When Amber Was Religious, She Fought a Preschool Prayer and Got Bullied by Christians… Now She’s an Atheist April 17, 2015

When Amber Was Religious, She Fought a Preschool Prayer and Got Bullied by Christians… Now She’s an Atheist

In 2013, during a Texas preschool’s “graduation” ceremony, one of the teachers urged a student to say “In Jesus’ name, Amen.”

Amber Barnhill (below) was a parent at that ceremony and was surprised by what she heard. She didn’t want to make a big deal out of it — it was probably just an innocent mistake, right? So she just had a chat with the teacher to let her know the problem:

[The teacher] replied “I’m sorry, but I cannot apologize for that”. She kept reiterating this line through the whole of our conversation. She also said “no one else had a problem with it” though clearly she did not ask everyone involved and “no one has ever said a word to me before about this”. I inserted the word “religion” to which she immediately cut me off with “oh it’s not a religion, it’s a way of life. It’s who I am” and elaborated on this.

The conversation just got more frustrating from there. In short, Amber was the voice of reason. The teacher was the voice of denial.

And then, the next day, the teacher sent the students home with a flyer for a local church.

That’s when the Freedom From Religion Foundation got involved. They sent a letter to the Beaumont Independent School District letting them know of the problem — and just like that, the issue was solved.

12News spoke with the teacher involved. The teacher admits to making a small prayer for the student to say but says she was just trying to give her students a mock graduation.

“I didn’t intend to impose, I just tried to mock a graduation. I did apologize to the lady who was the only one I found who was offended,” She told 12News.

The district say it will respond to the case following a thorough investigation. The teacher tells 12News she will not include prayers in any future programs.

Fantastic. And good for Amber!

Oh, by the way, Amber was a Christian when all of this happened. It didn’t matter. She respected church/state separation and knew the school was violating it.

Yesterday, during Ask an Atheist Day at Lamar University, she came out publicly for the first time as an atheist.

Turns out the bullying she received during her prayer fight helped push her away from the whole Christianity thing:

Online, people called her several derogatory words.

Some comments said:

“So judgmental. Just kill ’em all and let the Lord sort it out.”

They asked if she “preferred beating (her) head into the ground five times a day before going home to her hubby for the nightly punching sessions.”

“That’s not why I lost my faith in God,” said Barnhill. “But it did have a huge impact on how quickly that happened.”

If God doesn’t make you good — and those (presumably Christian) commenters are hardly paragons of virtue — you start second-guessing the whole reason you remain religious in the first place. She no longer believed the myths, but without the morality, what else was left?

Congratulations to her for finally shedding her faith.

Amber received an activism award from American Atheists at their recent conference. Well deserved, I would say.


== What needs to be done ==
Exact reproduction of every record is required, and pictures are to be excluded.

App and web page records
──────

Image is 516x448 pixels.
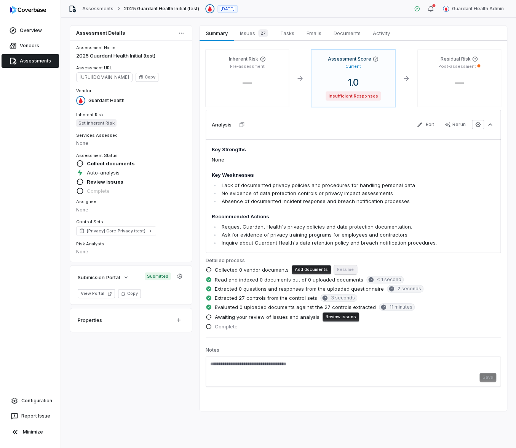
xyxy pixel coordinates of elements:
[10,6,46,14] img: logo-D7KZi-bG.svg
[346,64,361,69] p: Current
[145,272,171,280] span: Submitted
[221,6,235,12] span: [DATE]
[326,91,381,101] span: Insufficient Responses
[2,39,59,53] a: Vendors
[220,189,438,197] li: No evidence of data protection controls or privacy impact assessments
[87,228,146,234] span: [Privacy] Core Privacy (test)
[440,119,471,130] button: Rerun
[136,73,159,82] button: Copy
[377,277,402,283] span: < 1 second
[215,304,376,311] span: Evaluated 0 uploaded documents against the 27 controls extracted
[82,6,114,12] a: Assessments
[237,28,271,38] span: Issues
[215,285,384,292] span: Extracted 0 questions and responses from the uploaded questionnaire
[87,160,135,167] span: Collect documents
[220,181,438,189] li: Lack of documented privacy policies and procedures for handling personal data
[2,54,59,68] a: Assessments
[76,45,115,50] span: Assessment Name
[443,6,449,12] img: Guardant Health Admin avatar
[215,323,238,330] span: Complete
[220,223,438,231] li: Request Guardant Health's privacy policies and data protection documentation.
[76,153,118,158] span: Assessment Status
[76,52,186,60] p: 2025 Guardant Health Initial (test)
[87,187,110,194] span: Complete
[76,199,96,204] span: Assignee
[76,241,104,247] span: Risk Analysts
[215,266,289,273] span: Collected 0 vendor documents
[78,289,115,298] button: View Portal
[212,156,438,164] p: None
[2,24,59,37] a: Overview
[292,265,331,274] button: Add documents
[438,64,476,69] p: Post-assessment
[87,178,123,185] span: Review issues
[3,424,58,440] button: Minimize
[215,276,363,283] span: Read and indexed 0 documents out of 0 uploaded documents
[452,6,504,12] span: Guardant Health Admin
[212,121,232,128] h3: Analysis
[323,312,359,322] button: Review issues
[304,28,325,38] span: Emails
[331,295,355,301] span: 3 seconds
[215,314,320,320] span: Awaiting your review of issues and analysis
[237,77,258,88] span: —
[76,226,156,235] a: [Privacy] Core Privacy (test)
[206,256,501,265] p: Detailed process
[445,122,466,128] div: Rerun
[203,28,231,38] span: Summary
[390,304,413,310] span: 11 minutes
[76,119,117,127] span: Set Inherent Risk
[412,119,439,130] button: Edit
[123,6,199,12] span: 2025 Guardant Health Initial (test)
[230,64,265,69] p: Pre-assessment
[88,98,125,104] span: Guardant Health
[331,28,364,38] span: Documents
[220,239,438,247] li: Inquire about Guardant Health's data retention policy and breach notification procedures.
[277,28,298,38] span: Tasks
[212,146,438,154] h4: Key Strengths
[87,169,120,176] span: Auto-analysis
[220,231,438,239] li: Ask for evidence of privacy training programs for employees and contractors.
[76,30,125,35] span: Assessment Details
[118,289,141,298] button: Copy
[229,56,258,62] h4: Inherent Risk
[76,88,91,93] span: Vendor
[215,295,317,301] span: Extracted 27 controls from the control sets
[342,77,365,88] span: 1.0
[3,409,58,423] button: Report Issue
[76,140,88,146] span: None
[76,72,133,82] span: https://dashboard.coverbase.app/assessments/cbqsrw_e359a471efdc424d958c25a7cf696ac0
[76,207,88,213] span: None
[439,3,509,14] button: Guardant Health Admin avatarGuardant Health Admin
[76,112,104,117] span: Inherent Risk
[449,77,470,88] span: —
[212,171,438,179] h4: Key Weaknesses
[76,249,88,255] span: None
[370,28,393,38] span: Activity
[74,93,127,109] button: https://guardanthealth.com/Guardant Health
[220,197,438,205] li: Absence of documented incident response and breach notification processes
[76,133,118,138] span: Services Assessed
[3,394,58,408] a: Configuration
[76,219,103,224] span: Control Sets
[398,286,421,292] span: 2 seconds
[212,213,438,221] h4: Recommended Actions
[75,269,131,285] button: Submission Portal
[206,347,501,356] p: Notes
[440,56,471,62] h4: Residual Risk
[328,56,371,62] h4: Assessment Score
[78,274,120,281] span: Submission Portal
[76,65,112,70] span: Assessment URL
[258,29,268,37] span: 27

──────

== The completed task ==
Image is 516x448 pixels.
xyxy pixel coordinates of elements:
[10,6,46,14] img: logo-D7KZi-bG.svg
[346,64,361,69] p: Current
[145,272,171,280] span: Submitted
[221,6,235,12] span: [DATE]
[326,91,381,101] span: Insufficient Responses
[2,39,59,53] a: Vendors
[220,189,438,197] li: No evidence of data protection controls or privacy impact assessments
[87,228,146,234] span: [Privacy] Core Privacy (test)
[440,119,471,130] button: Rerun
[136,73,159,82] button: Copy
[377,277,402,283] span: < 1 second
[215,304,376,311] span: Evaluated 0 uploaded documents against the 27 controls extracted
[82,6,114,12] a: Assessments
[237,28,271,38] span: Issues
[215,285,384,292] span: Extracted 0 questions and responses from the uploaded questionnaire
[87,160,135,167] span: Collect documents
[220,181,438,189] li: Lack of documented privacy policies and procedures for handling personal data
[2,54,59,68] a: Assessments
[76,45,115,50] span: Assessment Name
[443,6,449,12] img: Guardant Health Admin avatar
[215,323,238,330] span: Complete
[220,223,438,231] li: Request Guardant Health's privacy policies and data protection documentation.
[76,153,118,158] span: Assessment Status
[76,52,186,60] p: 2025 Guardant Health Initial (test)
[87,187,110,194] span: Complete
[76,199,96,204] span: Assignee
[76,241,104,247] span: Risk Analysts
[215,266,289,273] span: Collected 0 vendor documents
[78,289,115,298] button: View Portal
[212,156,438,164] p: None
[2,24,59,37] a: Overview
[292,265,331,274] button: Add documents
[438,64,476,69] p: Post-assessment
[87,178,123,185] span: Review issues
[3,424,58,440] button: Minimize
[215,276,363,283] span: Read and indexed 0 documents out of 0 uploaded documents
[452,6,504,12] span: Guardant Health Admin
[212,121,232,128] h3: Analysis
[323,312,359,322] button: Review issues
[304,28,325,38] span: Emails
[331,295,355,301] span: 3 seconds
[215,314,320,320] span: Awaiting your review of issues and analysis
[237,77,258,88] span: —
[76,226,156,235] a: [Privacy] Core Privacy (test)
[206,256,501,265] p: Detailed process
[445,122,466,128] div: Rerun
[203,28,231,38] span: Summary
[390,304,413,310] span: 11 minutes
[76,119,117,127] span: Set Inherent Risk
[412,119,439,130] button: Edit
[123,6,199,12] span: 2025 Guardant Health Initial (test)
[230,64,265,69] p: Pre-assessment
[88,98,125,104] span: Guardant Health
[331,28,364,38] span: Documents
[220,239,438,247] li: Inquire about Guardant Health's data retention policy and breach notification procedures.
[277,28,298,38] span: Tasks
[212,146,438,154] h4: Key Strengths
[87,169,120,176] span: Auto-analysis
[220,231,438,239] li: Ask for evidence of privacy training programs for employees and contractors.
[76,30,125,35] span: Assessment Details
[118,289,141,298] button: Copy
[229,56,258,62] h4: Inherent Risk
[76,88,91,93] span: Vendor
[215,295,317,301] span: Extracted 27 controls from the control sets
[342,77,365,88] span: 1.0
[3,409,58,423] button: Report Issue
[76,140,88,146] span: None
[76,72,133,82] span: https://dashboard.coverbase.app/assessments/cbqsrw_e359a471efdc424d958c25a7cf696ac0
[76,207,88,213] span: None
[439,3,509,14] button: Guardant Health Admin avatarGuardant Health Admin
[76,112,104,117] span: Inherent Risk
[449,77,470,88] span: —
[212,171,438,179] h4: Key Weaknesses
[76,249,88,255] span: None
[370,28,393,38] span: Activity
[74,93,127,109] button: https://guardanthealth.com/Guardant Health
[220,197,438,205] li: Absence of documented incident response and breach notification processes
[76,133,118,138] span: Services Assessed
[3,394,58,408] a: Configuration
[76,219,103,224] span: Control Sets
[398,286,421,292] span: 2 seconds
[212,213,438,221] h4: Recommended Actions
[75,269,131,285] button: Submission Portal
[206,347,501,356] p: Notes
[440,56,471,62] h4: Residual Risk
[328,56,371,62] h4: Assessment Score
[78,274,120,281] span: Submission Portal
[76,65,112,70] span: Assessment URL
[258,29,268,37] span: 27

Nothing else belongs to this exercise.